UCSD scientists add new twist to CRISPR-Cas9 as creator receives award

CRISPR-Cas9 has been a very divisive new form of genetic technology, to say the least.

CRISPR-Cas9 has been a very divisive new form of genetic technology, to say the least. While many are excited about the tool’s potential to eradicate genetic diseases, there are also many who feel that the gene editing involved in the tool could allow parents to have their own “designer babies.” But regardless whether you believe that CRISPR represents game-changing disease eradication or nothing more than immoral gene editing, the tool is getting lots of attention.
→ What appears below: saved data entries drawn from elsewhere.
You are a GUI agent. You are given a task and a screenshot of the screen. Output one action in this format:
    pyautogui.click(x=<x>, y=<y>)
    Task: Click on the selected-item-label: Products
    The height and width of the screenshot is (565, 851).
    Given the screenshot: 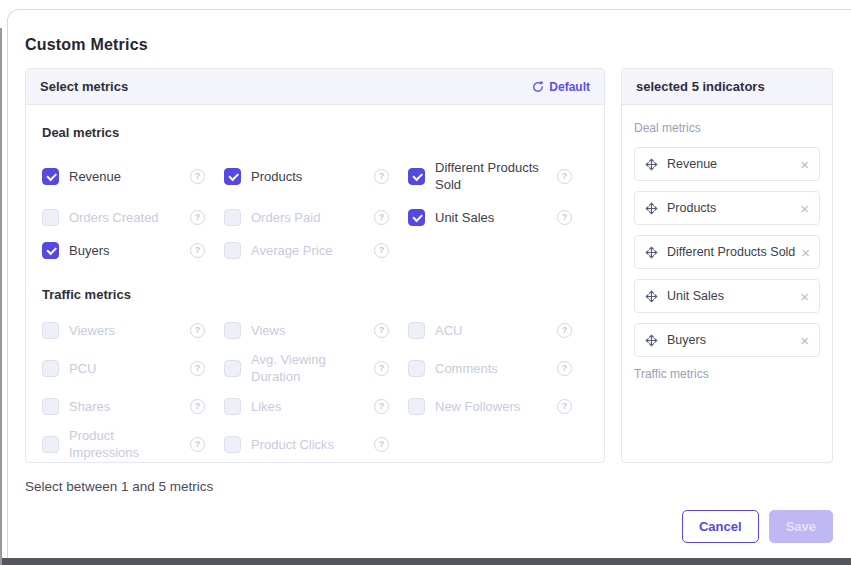 What is the action you would take?
    pyautogui.click(x=692, y=208)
And that includes attention from billionaire businessman Paul Allen, who granted funding to one of the technology’s co-creators, Jennifer Doudna, in order for her to do further research on how CRISPR can target RNA molecules.
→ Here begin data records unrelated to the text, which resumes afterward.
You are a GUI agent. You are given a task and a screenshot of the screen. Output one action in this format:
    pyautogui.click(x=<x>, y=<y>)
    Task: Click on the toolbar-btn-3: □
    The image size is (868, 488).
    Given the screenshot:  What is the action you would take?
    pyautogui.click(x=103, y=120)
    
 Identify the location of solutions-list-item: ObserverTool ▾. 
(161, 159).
On Wednesday, Allen gave University of California-Berkeley biochemist Doudna one of four individual awards worth $1.5 million, as part of a new initiative he had launched. The initiative is the Paul G. Allen Frontiers Group, which he says encourages “out of the box approaches at the frontiers of knowledge.”

However, what piqued Allen’s interest the most was the latest research carried out by University of California-San Diego scientists, who based their new study on Doudna’s own insights from the original CRISPR paper. Lead researcher Gene Yeo and his colleagues were able to edit CRISPR-Cas9 in such a way that it doesn’t affect DNA, but rather works on RNA molecules, which deliver genetic instructions to protein-creating ribosomes in a cell.

“For example, when we transplant neuronal cells into the spinal cord to repair injury, we don’t know where the cells go,” said Yeo in a recent phone interview. “If we could identify a cell by its RNA content, we should be able to track where it goes.”

According to Yeo, tracking RNA of cancer cells might help researchers discover more effective ways of modifying these cells, or even as much as intercepting them. Still, he made sure to set expectations reasonable for the meantime, as the research is still in the preliminary stage. Yeo said that he had only carried out a limited test to check for three things – to see if CRISPR-Cas9 could be launched into live cells without damaging the RNA, to fuse Cas9 to RNA properly without cutting DNA in the process, and to attack a fluorescent protein that could track the RNA.